John has a wealth of knowledge about nonprofit management and is able to parse some of the emerging management issues of our field with great aplomb, as he does in “Mixing Federal Funding for Expansion: One Health Center’s Approach,” “Board Files for Restraining Order against Founder, Who Still Comes into Office Every Day,” and in “Is a Renewed Economy Based on the Nonprofit Model in Our Future?”
An Artistic Approach
Eileen Cunniffe likes the stories she has done on volunteerism because she feels that that exchange is at the heart of what we do:
“I would choose ‘Pro Bono Is a Two-Way Street’ and ‘Study Underscores Health, Wellness and Career Benefits of Volunteering.’ It’s my privilege to work with skills-based volunteers and nonprofit board members every day, and these newswires illustrate why this is so satisfying—on both sides of the volunteer exchange, everyone benefits.” But she is also attentive to what is happening in the arts, covering everything from “On News of Kennedy Death: A Moment at Boston Symphony that Resonates Today” to her “Positive Trends in Arts and Culture Funding—At Least on the Surface” and “From Black Boxes to Random Acts of Culture: Opera Companies Find New Ways to Connect with Audiences.”
Weaving It All Together
Kathi Jaworski was one of our first newswire writers, and she has inspired us consistently with her intelligence, discernment, honesty, and grounded perspective.

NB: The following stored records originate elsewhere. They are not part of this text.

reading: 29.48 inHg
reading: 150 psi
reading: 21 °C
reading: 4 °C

She has an enormous respect for what our readers do.
She chose “Expandable ‘Community’ to Address Poverty from ‘Ticked-Off’ Social Worker,” saying, “I still love this article because it covers the nexus of several important sector issues: the emergence of crowdfunding, the important unglamorous work of addressing persistent poverty, and the value of humanizing philanthropy. What I have found most satisfying in my contributions as an NPQ writer is when I can highlight small yet creative, compassionate and impactful nonprofits whose work bears wider attention.”
In the end, we see that the newswire helps track the progress of various emerging forces in the sector. Some of them are driven from outside, and some are our own experiments with new ideas, practices and forms in a changing environment so that we can have a hand in its development.

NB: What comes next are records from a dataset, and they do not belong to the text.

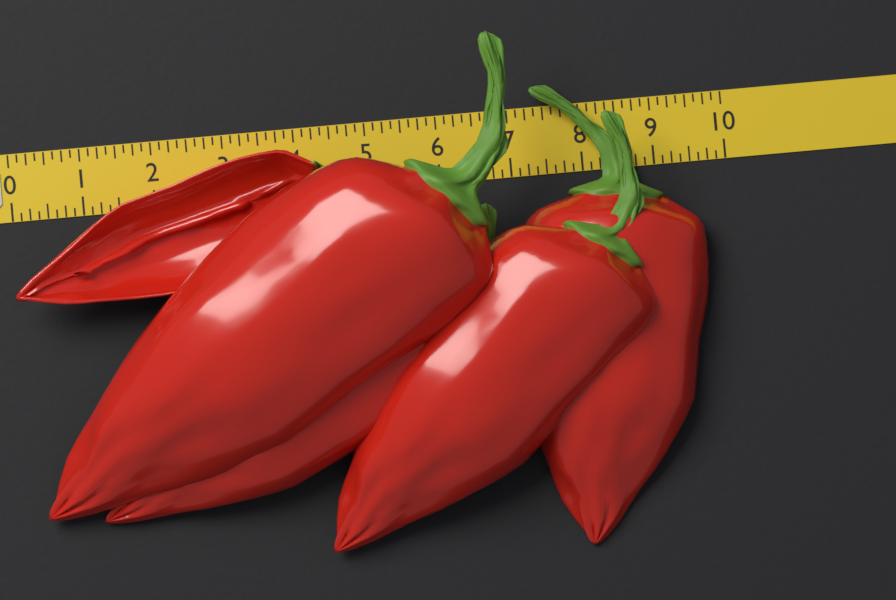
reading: 9.625 (no unit)
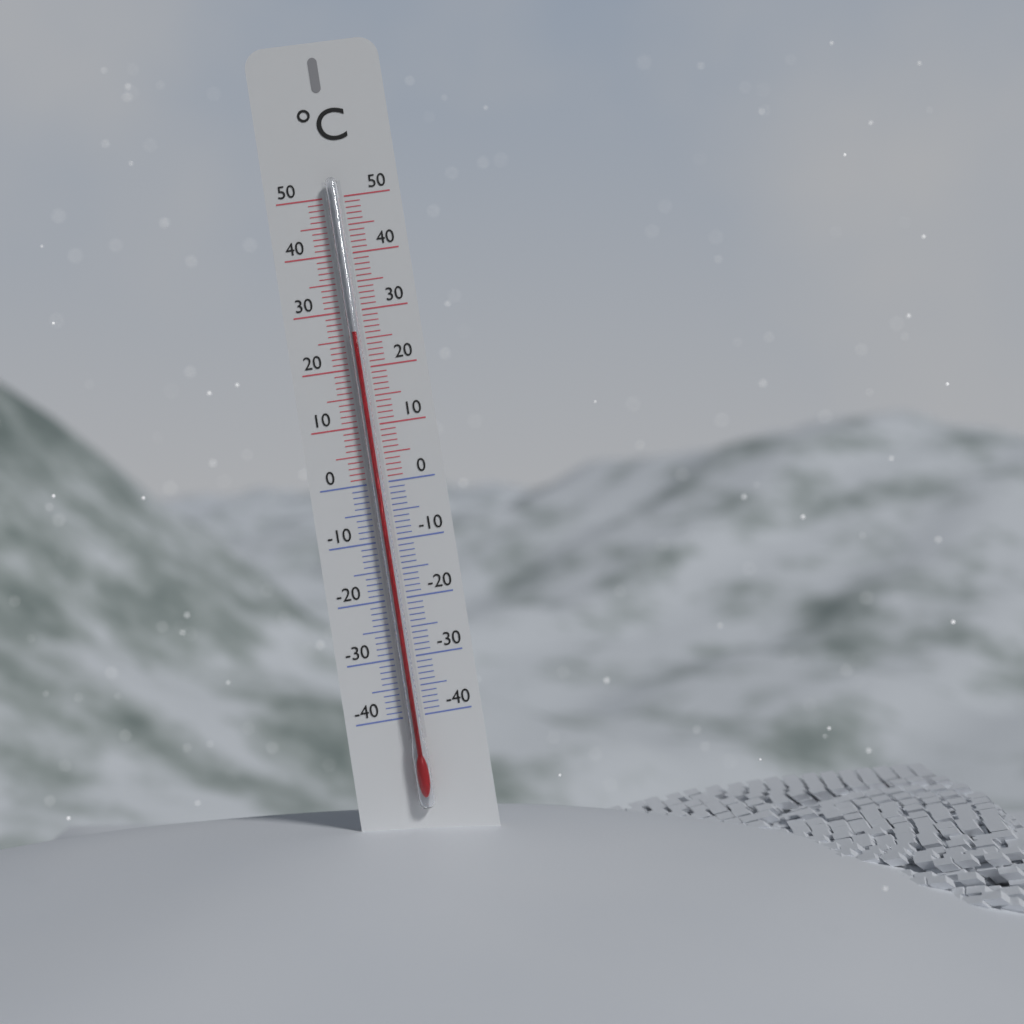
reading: 26 °C
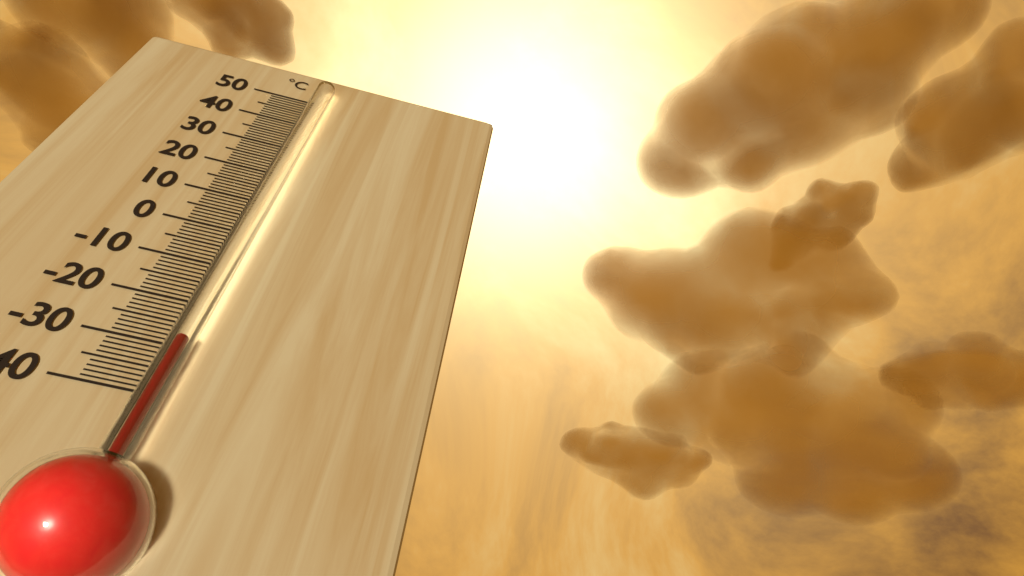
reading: -30 °C
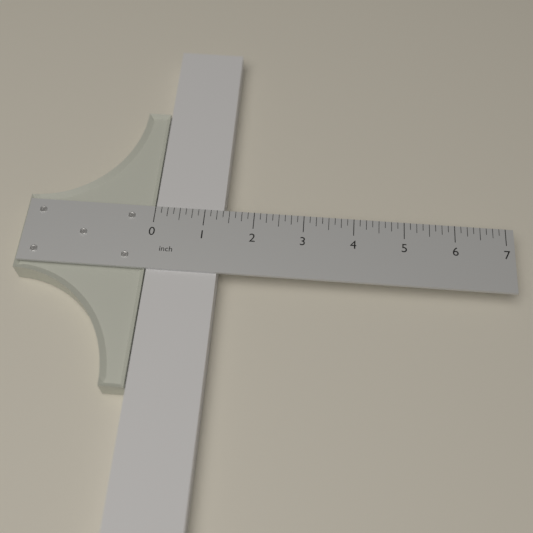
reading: 1.375 inch
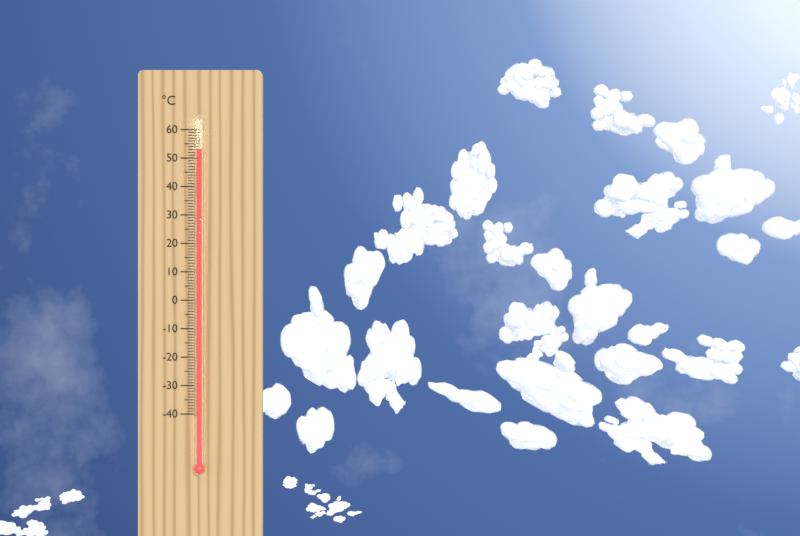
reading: 53 °C
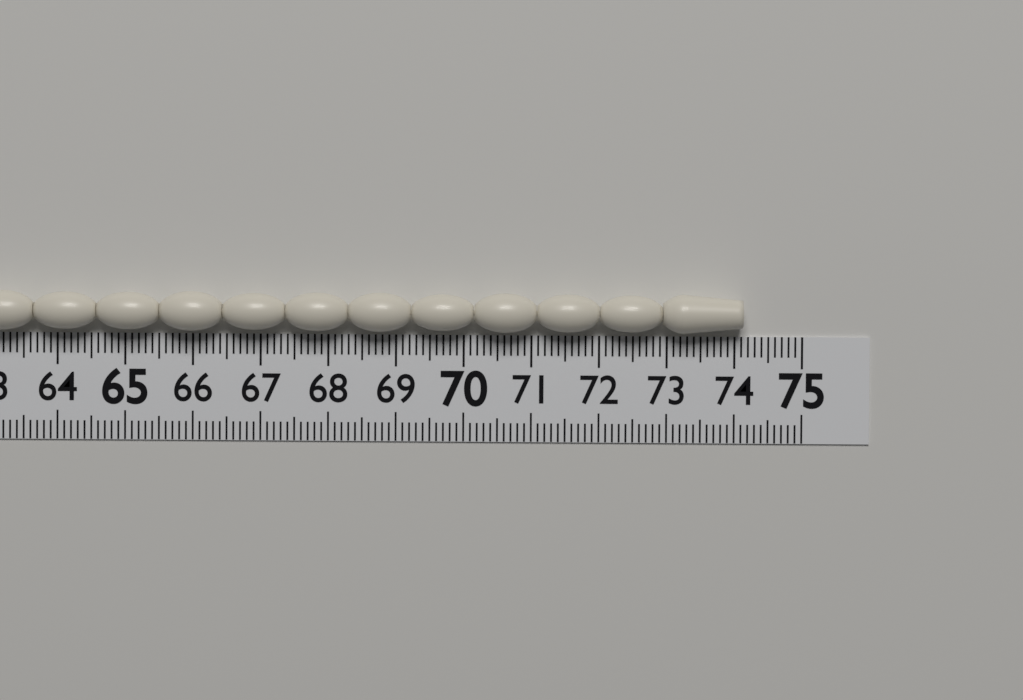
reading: 74.1 (no unit)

Thus, Anne Eigeman nominated her “UC Uses Crowdfunding in Campaign to Draw On a New Demographic.” “I like this newswire,” she says, “because it opened my eyes to some funding challenges for public institutions of higher education in California that are having a direct effect on current students. I was impressed by the range of creativity that came out in the course of Berkley’s campaign, and like one reader who expressed interest in attending the institution, I can’t stop thinking that if someone had made a promise to bake dozens of cookies during exam week when I was a student, my college experience would have probably been very different.” Anne has a very broad and deep understanding of this rich and complex sector that allows her to interpret the news she reads and covers in ways that resonate with and inform NPQ’s readers. Some great examples are “Targeted Editorial Stands Out for Separating a Nonprofit’s Poor Management from Its Value” and “Sector Jumping: GED Restructures to Go from Nonprofit to For-Profit.”

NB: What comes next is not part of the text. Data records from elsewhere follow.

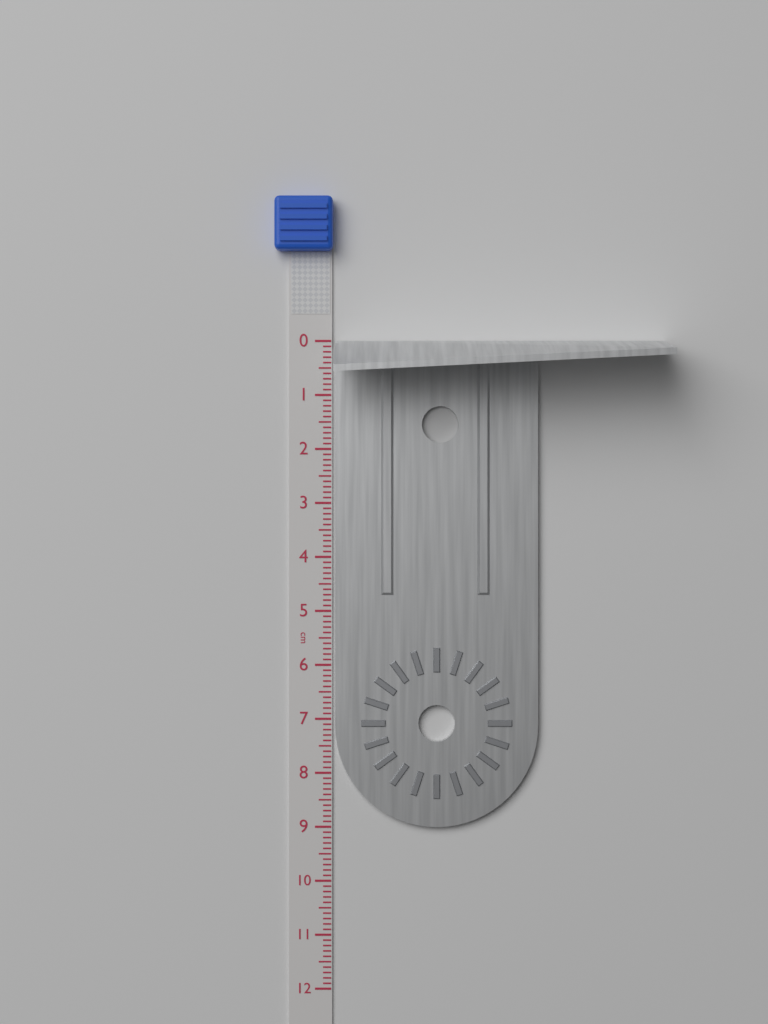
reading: 9.0 cm
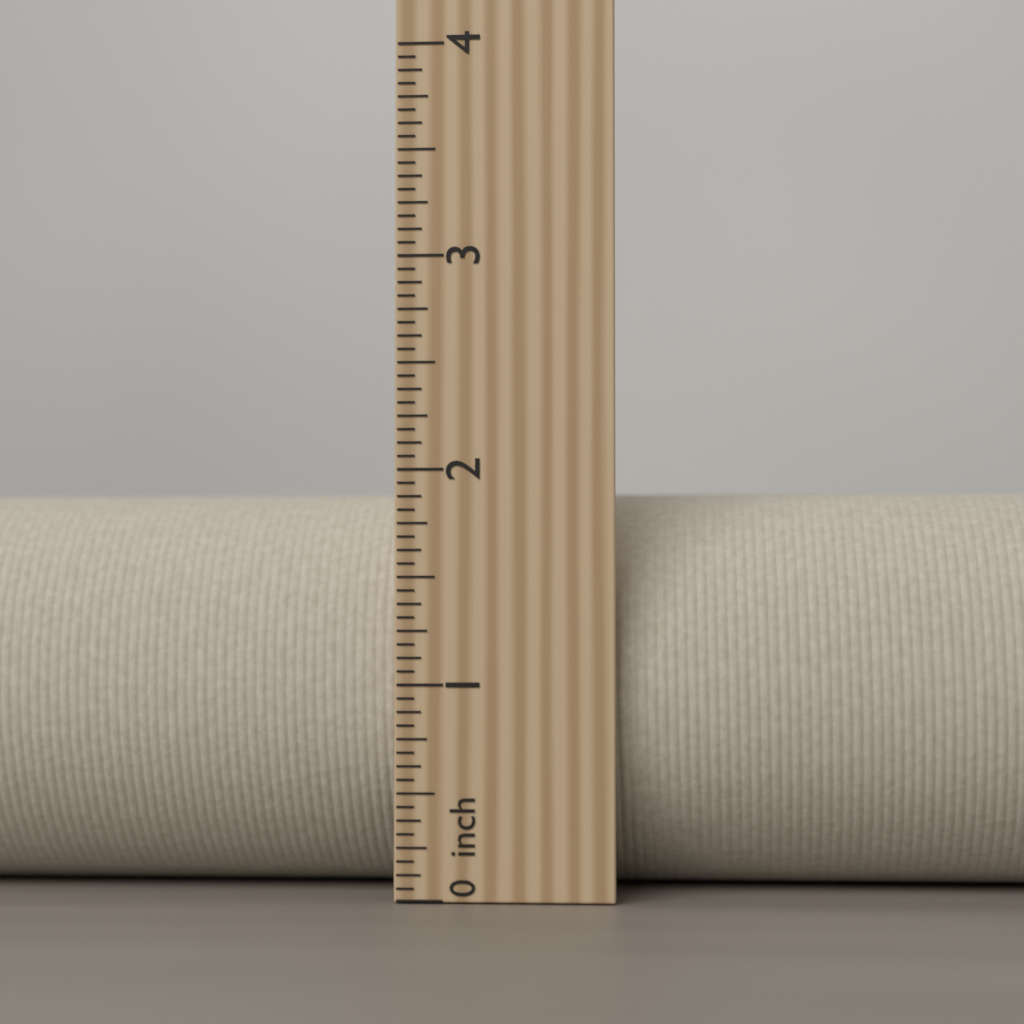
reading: 1.9375 inch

NPQ publishes close to 2,000 newswires a year. The information from them continuously evolves our understanding of the fields and environment we all work in, but the whole is like a well-woven rug, with all of the writers looking to not only the pieces they weave, but to the whole of the knowledge base we are building. We would like to take this opportunity to thank all of our writers for their energy and discernment and enthusiasm. Without them, NPQ would not be what it is.